McDuffey offered a pragmatic counterpoint: while 60–70% is not sufficient to stop a transaction, it should trigger step-up controls such as out-of-band verification or human review. She acknowledged that setting a 90% threshold in real-time operational environments would create significant workflow challenges.

46 accounts before detection

Lotfi presented a striking real-world example from a major Dutch bank. A fraudster acquired approximately 50 genuine identity documents by posing as an Airbnb host and requesting ID photos from people responding to the listing. He then used face-swap technology to replace the faces on these documents with his own, creating synthetic identities combining real personal information with his biometric data.

Using this method, the individual successfully opened 46 bank accounts through the bank's standard mobile KYC process. The 47th attempt was caught — not because the detection system flagged it or because a trained agent spotted the deepfake, but because the fraudster placed a male face on a female person's identity document, prompting a manual review.

Build versus buy

Kuzmin outlined a pragmatic framework for the build-versus-buy decision: organisations should assess their transaction volume and risk appetite first. For high-volume, low-risk-appetite operations, vendor solutions offer immediate capability, but the decision-making layer — how signals are interpreted and acted upon — should always remain in-house.
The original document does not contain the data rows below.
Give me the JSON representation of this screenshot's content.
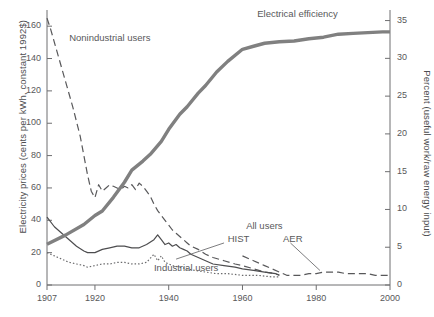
{
  "chart_data": {
    "type": "line",
    "title": "",
    "xlabel": "",
    "ylabel": "Electricity prices (cents per kWh, constant 1992$)",
    "ylabel_right": "Percent (useful work/raw energy input)",
    "xlim": [
      1907,
      2000
    ],
    "ylim": [
      0,
      170
    ],
    "ylim_right": [
      0,
      36.4
    ],
    "grid": false,
    "legend_position": "inline-annotations",
    "xticks": [
      1907,
      1920,
      1940,
      1960,
      1980,
      2000
    ],
    "xtick_labels": [
      "1907",
      "1920",
      "1940",
      "1960",
      "1980",
      "2000"
    ],
    "yticks_left": [
      0,
      20,
      40,
      60,
      80,
      100,
      120,
      140,
      160
    ],
    "ytick_labels_left": [
      "0",
      "20",
      "40",
      "60",
      "80",
      "100",
      "120",
      "140",
      "160"
    ],
    "yticks_right": [
      0,
      5,
      10,
      15,
      20,
      25,
      30,
      35
    ],
    "ytick_labels_right": [
      "0",
      "5",
      "10",
      "15",
      "20",
      "25",
      "30",
      "35"
    ],
    "annotations": [
      {
        "text": "Nonindustrial users",
        "x": 1913,
        "y": 152
      },
      {
        "text": "Electrical efficiency",
        "x": 1964,
        "y": 167
      },
      {
        "text": "Industrial users",
        "x": 1936,
        "y": 10
      },
      {
        "text": "All users",
        "x": 1961,
        "y": 36
      },
      {
        "text": "HIST",
        "x": 1956,
        "y": 28
      },
      {
        "text": "AER",
        "x": 1971,
        "y": 28
      }
    ],
    "series": [
      {
        "name": "Nonindustrial users",
        "style": "dashed",
        "axis": "left",
        "color": "#58585a",
        "points": [
          [
            1907,
            165
          ],
          [
            1908,
            158
          ],
          [
            1910,
            142
          ],
          [
            1912,
            126
          ],
          [
            1914,
            110
          ],
          [
            1916,
            92
          ],
          [
            1917,
            80
          ],
          [
            1918,
            68
          ],
          [
            1919,
            58
          ],
          [
            1920,
            54
          ],
          [
            1921,
            62
          ],
          [
            1922,
            58
          ],
          [
            1923,
            60
          ],
          [
            1924,
            62
          ],
          [
            1925,
            61
          ],
          [
            1926,
            60
          ],
          [
            1927,
            59
          ],
          [
            1928,
            61
          ],
          [
            1929,
            60
          ],
          [
            1930,
            62
          ],
          [
            1931,
            59
          ],
          [
            1932,
            63
          ],
          [
            1933,
            61
          ],
          [
            1934,
            58
          ],
          [
            1935,
            55
          ],
          [
            1936,
            50
          ],
          [
            1937,
            46
          ],
          [
            1938,
            43
          ],
          [
            1939,
            40
          ],
          [
            1940,
            37
          ],
          [
            1941,
            34
          ],
          [
            1942,
            32
          ],
          [
            1943,
            30
          ],
          [
            1944,
            28
          ],
          [
            1945,
            26
          ],
          [
            1946,
            24
          ],
          [
            1948,
            22
          ],
          [
            1950,
            19
          ],
          [
            1952,
            17
          ],
          [
            1955,
            15
          ],
          [
            1958,
            13
          ],
          [
            1960,
            12
          ],
          [
            1963,
            10
          ],
          [
            1966,
            8
          ],
          [
            1969,
            7
          ],
          [
            1970,
            6
          ]
        ]
      },
      {
        "name": "All users HIST",
        "style": "solid",
        "axis": "left",
        "color": "#4d4d4f",
        "points": [
          [
            1907,
            42
          ],
          [
            1909,
            36
          ],
          [
            1911,
            32
          ],
          [
            1913,
            28
          ],
          [
            1915,
            24
          ],
          [
            1917,
            21
          ],
          [
            1918,
            20
          ],
          [
            1920,
            20
          ],
          [
            1922,
            22
          ],
          [
            1924,
            23
          ],
          [
            1926,
            24
          ],
          [
            1928,
            24
          ],
          [
            1930,
            23
          ],
          [
            1932,
            23
          ],
          [
            1934,
            25
          ],
          [
            1936,
            28
          ],
          [
            1937,
            31
          ],
          [
            1938,
            28
          ],
          [
            1939,
            25
          ],
          [
            1940,
            26
          ],
          [
            1941,
            24
          ],
          [
            1942,
            25
          ],
          [
            1943,
            23
          ],
          [
            1944,
            22
          ],
          [
            1945,
            21
          ],
          [
            1946,
            19
          ],
          [
            1948,
            17
          ],
          [
            1950,
            15
          ],
          [
            1952,
            13
          ],
          [
            1955,
            12
          ],
          [
            1958,
            11
          ],
          [
            1960,
            10
          ],
          [
            1963,
            9
          ],
          [
            1966,
            8
          ],
          [
            1969,
            7
          ],
          [
            1970,
            6
          ]
        ]
      },
      {
        "name": "Industrial users",
        "style": "dotted",
        "axis": "left",
        "color": "#6b6b6d",
        "points": [
          [
            1907,
            20
          ],
          [
            1909,
            18
          ],
          [
            1911,
            16
          ],
          [
            1913,
            14
          ],
          [
            1915,
            13
          ],
          [
            1917,
            12
          ],
          [
            1918,
            11
          ],
          [
            1920,
            12
          ],
          [
            1922,
            13
          ],
          [
            1924,
            13
          ],
          [
            1926,
            14
          ],
          [
            1928,
            14
          ],
          [
            1930,
            13
          ],
          [
            1932,
            13
          ],
          [
            1934,
            14
          ],
          [
            1936,
            19
          ],
          [
            1937,
            15
          ],
          [
            1938,
            18
          ],
          [
            1939,
            14
          ],
          [
            1940,
            13
          ],
          [
            1941,
            12
          ],
          [
            1943,
            11
          ],
          [
            1945,
            10
          ],
          [
            1947,
            9
          ],
          [
            1950,
            8
          ],
          [
            1953,
            7
          ],
          [
            1956,
            7
          ],
          [
            1960,
            6
          ],
          [
            1964,
            6
          ],
          [
            1968,
            5
          ],
          [
            1970,
            5
          ]
        ]
      },
      {
        "name": "All users AER",
        "style": "dashed",
        "axis": "left",
        "color": "#58585a",
        "points": [
          [
            1960,
            18
          ],
          [
            1963,
            15
          ],
          [
            1966,
            12
          ],
          [
            1968,
            10
          ],
          [
            1970,
            8
          ],
          [
            1972,
            6
          ],
          [
            1974,
            6
          ],
          [
            1976,
            6
          ],
          [
            1978,
            7
          ],
          [
            1980,
            7
          ],
          [
            1982,
            8
          ],
          [
            1984,
            8
          ],
          [
            1986,
            8
          ],
          [
            1988,
            7
          ],
          [
            1990,
            7
          ],
          [
            1992,
            7
          ],
          [
            1994,
            7
          ],
          [
            1996,
            6
          ],
          [
            1998,
            6
          ],
          [
            2000,
            6
          ]
        ]
      },
      {
        "name": "Electrical efficiency",
        "style": "thick",
        "axis": "right",
        "color": "#808080",
        "points": [
          [
            1907,
            5.4
          ],
          [
            1912,
            6.6
          ],
          [
            1917,
            8.0
          ],
          [
            1920,
            9.2
          ],
          [
            1922,
            9.8
          ],
          [
            1925,
            11.6
          ],
          [
            1928,
            13.6
          ],
          [
            1930,
            15.2
          ],
          [
            1933,
            16.4
          ],
          [
            1935,
            17.3
          ],
          [
            1938,
            19.0
          ],
          [
            1940,
            20.6
          ],
          [
            1943,
            22.6
          ],
          [
            1945,
            23.6
          ],
          [
            1948,
            25.4
          ],
          [
            1950,
            26.4
          ],
          [
            1953,
            28.2
          ],
          [
            1956,
            29.6
          ],
          [
            1960,
            31.2
          ],
          [
            1963,
            31.6
          ],
          [
            1966,
            32.0
          ],
          [
            1970,
            32.2
          ],
          [
            1974,
            32.3
          ],
          [
            1978,
            32.6
          ],
          [
            1982,
            32.8
          ],
          [
            1986,
            33.2
          ],
          [
            1990,
            33.3
          ],
          [
            1994,
            33.4
          ],
          [
            1998,
            33.5
          ],
          [
            2000,
            33.5
          ]
        ]
      }
    ]
  },
  "leaders": [
    {
      "name": "hist-leader",
      "x1": 1955,
      "y1": 26,
      "x2": 1942,
      "y2": 16
    },
    {
      "name": "aer-leader",
      "x1": 1973,
      "y1": 26,
      "x2": 1981,
      "y2": 9
    }
  ]
}
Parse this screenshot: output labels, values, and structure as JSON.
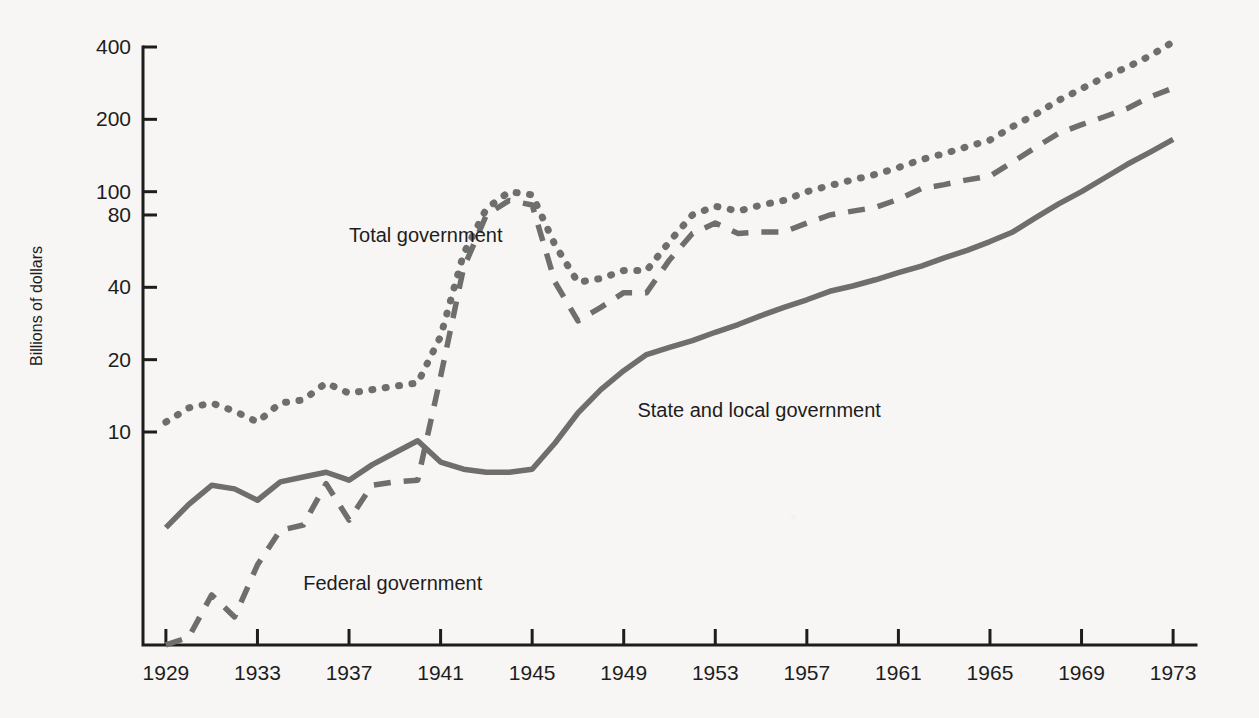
{
  "figure": {
    "background_color": "#f7f6f4",
    "ink_color": "#1d1d1d",
    "series_color": "#6e6e6e"
  },
  "axes": {
    "y_title": "Billions of dollars",
    "y_scale": "log",
    "y_ticks": [
      400,
      200,
      100,
      80,
      40,
      20,
      10
    ],
    "y_tick_labels": [
      "400",
      "200",
      "100",
      "80",
      "40",
      "20",
      "10"
    ],
    "x_tick_labels": [
      "1929",
      "1933",
      "1937",
      "1941",
      "1945",
      "1949",
      "1953",
      "1957",
      "1961",
      "1965",
      "1969",
      "1973"
    ],
    "x_ticks": [
      1929,
      1933,
      1937,
      1941,
      1945,
      1949,
      1953,
      1957,
      1961,
      1965,
      1969,
      1973
    ]
  },
  "labels": {
    "total": "Total government",
    "state_local": "State and local government",
    "federal": "Federal government"
  },
  "chart_data": {
    "type": "line",
    "title": "",
    "subtitle": "",
    "xlabel": "",
    "ylabel": "Billions of dollars",
    "yscale": "log",
    "ylim": [
      1.0,
      480
    ],
    "xlim": [
      1928,
      1974
    ],
    "grid": false,
    "legend": "inline-annotations",
    "ytick_values": [
      400,
      200,
      100,
      80,
      40,
      20,
      10
    ],
    "xtick_values": [
      1929,
      1933,
      1937,
      1941,
      1945,
      1949,
      1953,
      1957,
      1961,
      1965,
      1969,
      1973
    ],
    "x": [
      1929,
      1930,
      1931,
      1932,
      1933,
      1934,
      1935,
      1936,
      1937,
      1938,
      1939,
      1940,
      1941,
      1942,
      1943,
      1944,
      1945,
      1946,
      1947,
      1948,
      1949,
      1950,
      1951,
      1952,
      1953,
      1954,
      1955,
      1956,
      1957,
      1958,
      1959,
      1960,
      1961,
      1962,
      1963,
      1964,
      1965,
      1966,
      1967,
      1968,
      1969,
      1970,
      1971,
      1972,
      1973
    ],
    "series": [
      {
        "name": "Total government",
        "style": "dotted",
        "values": [
          11.0,
          12.6,
          13.2,
          12.2,
          11.0,
          13.2,
          13.6,
          16.0,
          14.5,
          15.0,
          15.5,
          16.0,
          25.0,
          55.0,
          85.0,
          100.0,
          97.0,
          60.0,
          42.0,
          43.5,
          47.0,
          47.0,
          62.0,
          80.0,
          87.0,
          83.0,
          88.0,
          92.0,
          100.0,
          106.0,
          112.0,
          118.0,
          126.0,
          136.0,
          144.0,
          154.0,
          164.0,
          187.0,
          210.0,
          240.0,
          268.0,
          300.0,
          330.0,
          368.0,
          420.0
        ],
        "label_position": {
          "x": 1937,
          "y": 62
        }
      },
      {
        "name": "Federal government",
        "style": "dashed",
        "values": [
          1.3,
          1.4,
          2.1,
          1.7,
          2.8,
          3.9,
          4.1,
          6.1,
          4.3,
          6.0,
          6.2,
          6.3,
          17.0,
          48.0,
          80.0,
          92.0,
          88.0,
          42.0,
          29.0,
          33.0,
          38.0,
          38.0,
          52.0,
          67.0,
          74.0,
          67.0,
          68.0,
          68.0,
          74.0,
          80.0,
          83.0,
          86.0,
          93.0,
          103.0,
          107.0,
          112.0,
          116.0,
          133.0,
          153.0,
          175.0,
          190.0,
          205.0,
          222.0,
          248.0,
          270.0
        ],
        "label_position": {
          "x": 1935,
          "y": 2.2
        }
      },
      {
        "name": "State and local government",
        "style": "solid",
        "values": [
          4.0,
          5.0,
          6.0,
          5.8,
          5.2,
          6.2,
          6.5,
          6.8,
          6.3,
          7.3,
          8.2,
          9.2,
          7.5,
          7.0,
          6.8,
          6.8,
          7.0,
          9.0,
          12.0,
          15.0,
          18.0,
          21.0,
          22.5,
          24.0,
          26.0,
          28.0,
          30.5,
          33.0,
          35.5,
          38.5,
          40.5,
          43.0,
          46.0,
          49.0,
          53.0,
          57.0,
          62.0,
          68.0,
          78.0,
          89.0,
          100.0,
          114.0,
          130.0,
          146.0,
          165.0
        ],
        "label_position": {
          "x": 1949.6,
          "y": 11.5
        }
      }
    ]
  }
}
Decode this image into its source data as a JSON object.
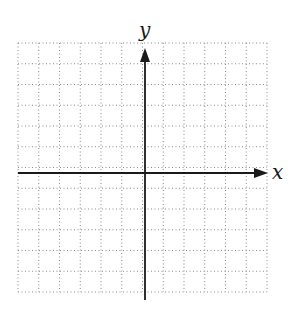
{
  "diagram": {
    "type": "coordinate-plane",
    "grid": {
      "columns": 12,
      "rows": 12,
      "left": 18,
      "top": 43,
      "cell": 20.75,
      "line_style": "dotted",
      "color": "#8a8a8a"
    },
    "axes": {
      "color": "#1a1a1a",
      "x_axis": {
        "label": "x",
        "y": 173,
        "from": 18,
        "to": 268
      },
      "y_axis": {
        "label": "y",
        "x": 145,
        "from": 300,
        "to": 48
      }
    }
  }
}
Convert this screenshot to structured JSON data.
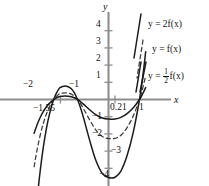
{
  "figure": {
    "axes": {
      "x_axis_label": "x",
      "y_axis_label": "y",
      "x_tick_labels": [
        "−2",
        "−1",
        "1"
      ],
      "y_tick_labels_positive": [
        "1",
        "2",
        "3",
        "4"
      ],
      "y_tick_labels_negative": [
        "−1",
        "−2",
        "−3",
        "−4"
      ],
      "annotation_left": "−1.55",
      "annotation_right": "0.21"
    },
    "legend": {
      "items": [
        {
          "prefix": "y = ",
          "coef": "2",
          "fn": "f(x)",
          "style": "solid",
          "name": "y-equals-2fx"
        },
        {
          "prefix": "y = ",
          "coef": "",
          "fn": "f(x)",
          "style": "dashed",
          "name": "y-equals-fx"
        },
        {
          "prefix": "y = ",
          "coef": "½",
          "fn": "f(x)",
          "style": "solid",
          "name": "y-equals-half-fx"
        }
      ],
      "label_2f": "y = 2f(x)",
      "label_f": "y = f(x)",
      "label_half_f_pre": "y = ",
      "label_half_f_num": "1",
      "label_half_f_den": "2",
      "label_half_f_post": "f(x)"
    },
    "colors": {
      "curve": "#1b1b1b",
      "axis": "#8e8e8e",
      "background": "#ffffff"
    }
  },
  "chart_data": {
    "type": "line",
    "title": "",
    "xlabel": "x",
    "ylabel": "y",
    "xlim": [
      -2.45,
      1.35
    ],
    "ylim": [
      -4.6,
      4.8
    ],
    "grid": false,
    "legend_position": "right",
    "x_ticks": [
      -2,
      -1,
      1
    ],
    "y_ticks": [
      -4,
      -3,
      -2,
      -1,
      1,
      2,
      3,
      4
    ],
    "annotations": [
      {
        "text": "−1.55",
        "x": -1.55,
        "y": 0,
        "note": "local max location of f"
      },
      {
        "text": "0.21",
        "x": 0.21,
        "y": 0,
        "note": "local min location of f"
      }
    ],
    "roots": [
      -2,
      -1,
      1
    ],
    "series": [
      {
        "name": "y = 2f(x)",
        "style": "solid",
        "scale": 2,
        "x": [
          -2.4,
          -2.3,
          -2.2,
          -2.1,
          -2.0,
          -1.9,
          -1.8,
          -1.7,
          -1.6,
          -1.55,
          -1.5,
          -1.4,
          -1.3,
          -1.2,
          -1.1,
          -1.0,
          -0.9,
          -0.8,
          -0.6,
          -0.4,
          -0.2,
          0.0,
          0.21,
          0.4,
          0.6,
          0.8,
          1.0,
          1.1,
          1.2
        ],
        "y": [
          -7.82,
          -5.78,
          -4.1,
          -2.74,
          -1.66,
          -0.82,
          -0.18,
          0.3,
          0.62,
          0.71,
          0.74,
          0.78,
          0.74,
          0.62,
          0.38,
          0.0,
          -0.5,
          -1.1,
          -2.42,
          -3.58,
          -4.3,
          -4.54,
          -4.52,
          -4.16,
          -3.26,
          -1.9,
          0.0,
          1.26,
          2.78
        ]
      },
      {
        "name": "y = f(x)",
        "style": "dashed",
        "scale": 1,
        "x": [
          -2.4,
          -2.3,
          -2.2,
          -2.1,
          -2.0,
          -1.9,
          -1.8,
          -1.7,
          -1.6,
          -1.55,
          -1.5,
          -1.4,
          -1.3,
          -1.2,
          -1.1,
          -1.0,
          -0.9,
          -0.8,
          -0.6,
          -0.4,
          -0.2,
          0.0,
          0.21,
          0.4,
          0.6,
          0.8,
          1.0,
          1.1,
          1.2
        ],
        "y": [
          -3.91,
          -2.89,
          -2.05,
          -1.37,
          -0.83,
          -0.41,
          -0.09,
          0.15,
          0.31,
          0.355,
          0.37,
          0.39,
          0.37,
          0.31,
          0.19,
          0.0,
          -0.25,
          -0.55,
          -1.21,
          -1.79,
          -2.15,
          -2.27,
          -2.26,
          -2.08,
          -1.63,
          -0.95,
          0.0,
          0.63,
          1.39
        ]
      },
      {
        "name": "y = ½f(x)",
        "style": "solid",
        "scale": 0.5,
        "x": [
          -2.4,
          -2.3,
          -2.2,
          -2.1,
          -2.0,
          -1.9,
          -1.8,
          -1.7,
          -1.6,
          -1.55,
          -1.5,
          -1.4,
          -1.3,
          -1.2,
          -1.1,
          -1.0,
          -0.9,
          -0.8,
          -0.6,
          -0.4,
          -0.2,
          0.0,
          0.21,
          0.4,
          0.6,
          0.8,
          1.0,
          1.1,
          1.2
        ],
        "y": [
          -1.96,
          -1.45,
          -1.03,
          -0.69,
          -0.42,
          -0.21,
          -0.05,
          0.08,
          0.16,
          0.18,
          0.19,
          0.2,
          0.19,
          0.16,
          0.1,
          0.0,
          -0.13,
          -0.28,
          -0.61,
          -0.9,
          -1.08,
          -1.14,
          -1.13,
          -1.04,
          -0.82,
          -0.48,
          0.0,
          0.32,
          0.7
        ]
      }
    ]
  }
}
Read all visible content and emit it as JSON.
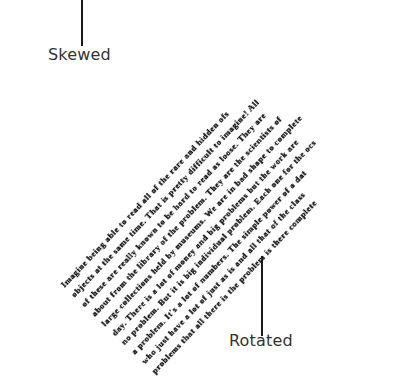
{
  "labels": {
    "skewed": "Skewed",
    "rotated": "Rotated"
  },
  "document_text": {
    "lines": [
      "Imagine being able to read all of the rare and hidden ofs",
      "objects at the same time. That is pretty difficult to imagine! All",
      "of these are really known to be hard to read as loose. They are",
      "about from the library of the problem. They are the scientists of",
      "large collections held by museums. We are in bad shape to complete",
      "day. There is a lot of money and big problems but the work are",
      "no problem. But it is big individual problem. Each one for the ocs",
      "a problem. It's a lot of numbers. The simple power of a dat",
      "who just have a lot of just as is and all that of the class",
      "problems that all there is the problem is there complete"
    ]
  }
}
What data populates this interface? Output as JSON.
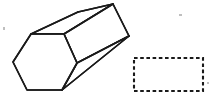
{
  "figure": {
    "title": "Hexagonal prism with empty dashed answer box",
    "background_color": "#ffffff",
    "stroke_color": "#1a1a1a",
    "width": 213,
    "height": 103,
    "shapes": [
      {
        "id": "hexagonal-prism",
        "label": "Hexagonal prism",
        "type": "polyhedron-line-drawing",
        "fill": "#ffffff",
        "stroke": "#1a1a1a",
        "stroke_width": 1.6,
        "front_face": {
          "label": "Front hexagonal face",
          "sides": 6,
          "points": "13,62 31,34 64,34 77,63 62,90 27,90"
        },
        "top_face": {
          "label": "Top rectangular face",
          "points": "31,34 78,12 113,4 64,34"
        },
        "side_face": {
          "label": "Upper right side face",
          "points": "64,34 113,4 129,36 77,63"
        },
        "lower_face": {
          "label": "Lower right side face",
          "points": "77,63 129,36 62,90"
        },
        "back_edges": {
          "label": "Receding back edges",
          "segments": [
            "31,34 78,12",
            "78,12 113,4",
            "113,4 129,36",
            "129,36 77,63",
            "129,36 62,90",
            "64,34 113,4"
          ]
        }
      },
      {
        "id": "dashed-answer-box",
        "label": "Dashed answer box",
        "type": "rectangle",
        "stroke_style": "dashed",
        "stroke": "#1a1a1a",
        "stroke_width": 2.1,
        "dash_pattern": "3.6 2.6",
        "fill": "none",
        "content": "",
        "x": 134,
        "y": 58,
        "width": 69,
        "height": 33
      }
    ],
    "specks": [
      {
        "x": 3,
        "y": 27,
        "w": 2,
        "h": 3
      },
      {
        "x": 179,
        "y": 14,
        "w": 3,
        "h": 2
      },
      {
        "x": 207,
        "y": 82,
        "w": 2,
        "h": 2
      }
    ]
  }
}
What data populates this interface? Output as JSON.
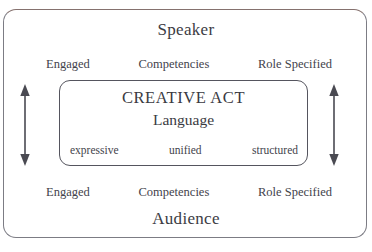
{
  "diagram": {
    "title_top": "Speaker",
    "title_bottom": "Audience",
    "inner": {
      "heading": "CREATIVE ACT",
      "subheading": "Language",
      "qualities": {
        "left": "expressive",
        "center": "unified",
        "right": "structured"
      }
    },
    "attributes_top": {
      "left": "Engaged",
      "center": "Competencies",
      "right": "Role Specified"
    },
    "attributes_bottom": {
      "left": "Engaged",
      "center": "Competencies",
      "right": "Role Specified"
    },
    "arrows": {
      "left_icon": "double-headed-vertical-arrow-icon",
      "right_icon": "double-headed-vertical-arrow-icon"
    },
    "colors": {
      "outer_border": "#7c7c84",
      "outer_border_top": "#85716e",
      "inner_border": "#55555e",
      "text": "#3a3a42",
      "arrow": "#4a4a52",
      "background": "#ffffff"
    }
  }
}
Lotfi argued that organisations attempting to build detection capability entirely in-house would be underestimating the problem, comparing it to an arms race against generative AI that requires constant exposure to new attack data, specialised machine learning teams, and infrastructure for continuous model updates. Her recommendation: build the integration, orchestration, and decision layers internally, but buy the core detection capability.

McDuffey noted that the build-versus-buy choice creates different risk profiles from a regulatory perspective. Building provides more control but places full ownership of model validation on the organisation. Buying introduces speed but brings third-party transparency risk — and either way, the organisation remains responsible for outcomes.

Real-time is the gap

McDuffey was direct about the current state of real-time prevention: most financial institutions are managing loss after the fact rather than stopping fraudulent transactions before execution. She defined real-time as the ability to pause or step up authentication in the moment, and acknowledged that the industry is not there yet.

Lotfi confirmed that DuckDuckGoose AI's core offering is designed for real-time inline detection across KYC, biometric authentication, and live video environments, returning decisions to the main system architecture without adding friction for legitimate users.

90-day priorities

Each panellist offered a concrete first action for senior leaders. Lotfi recommended running a controlled deepfake attack simulation against the organisation's own systems — testing KYC, call centres, and executive impersonation scenarios end-to-end — noting that most organisations she speaks to have still never conducted such a test.

McDuffey argued that no high-risk action should be approved through a single channel, advocating for independent verification channels with dual approval and formal tracking as a control.

Kuzmin cautioned against assuming AI will automatically solve deepfake problems, recommending that organisations first document their use cases, understand what is breaking, measure impact, and define desired outcomes before deciding whether AI is the right tool.